Born to Irish immigrants in Desoronto, Ont., in 1885, Francis O'Connor left school at age 14 to work at Canadian General Electric in Peterborough. He moved to Toronto in 1912 with his wife, Belleville's Mary Ellen Hayes, and the next year the couple opened the first Laura Secord Candy Shop at 354 Yonge St.

Expansion across Canada and the United States (as Fanny Farmer Candy Stores) soon made them rich. While this allowed Mr. O'Connor to buy Maryvale Farm, which was named after their daughter, and to support political campaigns (for which Mackenzie King named him to the Senate in 1934), it also gave him a lifetime to "pay it forward" with many charitable acts.

In another photo album, a more recent yet equally inspiring story of efforts by the O'Connor Irish Heritage House group: fundraising days at the ball game and racetrack, the construction of a parade float modelled on the house, garden parties, Celtic events and even the production of a colouring book for children. So many new memories generated in so short a time; how many more could be created if the OCIHH had a headquarters for all this energy?

If the house does become that conduit, Ms. Fay promises it won't be at the exclusion of non-Irish members of the community. As she points to photographs of happy, multicultural faces engaged in some serious Irish dancing, she talks of a survey that has just been delivered to 7,000 area households asking for programming suggestions. With heritage houses in short supply in suburbia, not only should recipients fill these out and return them (or do it online at ), they should jump at the opportunity to be involved with local history, if only to muzzle downtownies who lay claim to heritage bragging rights.

However, multiple deadlines loom. "We've got a time problem here," says Ms. Fay as she looks up at a gaping hole in the home's soffit and another beside the back door. "The longer this is not repaired, it's going to deteriorate."

And the longer repairs are put on hold, she adds, the more inflation will take a bigger bite out of her budget, which is itself facing a deadline. While the group has raised a fair bit of money and is working with many government officials (including Finance Minister Jim Flaherty and Toronto Councillor Denzil Minnan-Wong) to arrange for grants, it is still a long way from the $250,000 hurdle it must clear before the school board will hand over the keys. After Dec. 31, the board won't hand them over at all.

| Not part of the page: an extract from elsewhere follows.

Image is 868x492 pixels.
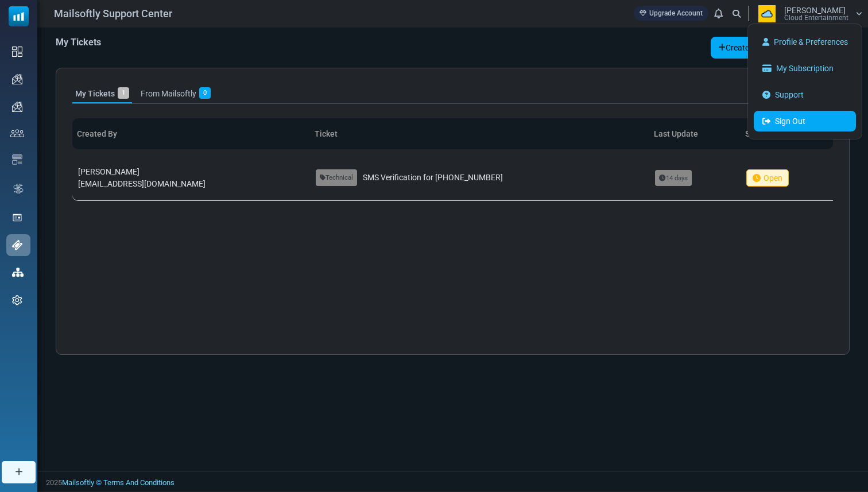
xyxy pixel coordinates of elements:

Despite the pressure, Ms. Fay says she wouldn't trade this experience for the world. "I came alive with this project," she says with an infectious giggle. "If, over the last three years, we stopped when everyone said, 'It's too much, it's too big, you're never gonna do it,' you know, you can't listen to that.

"This has become too important, because we discovered the Frank O'Connor story out of doing this ... and to bring it to youth, to give them something to be inspired by, so that we don't have anger, we don't have no goals, that was part of what I saw here."

Right now, the only way to uncover those windows and allow the O'Connor Maryvale estate to come alive with light, laughter and learning is, quite frankly, to open our pocketbooks.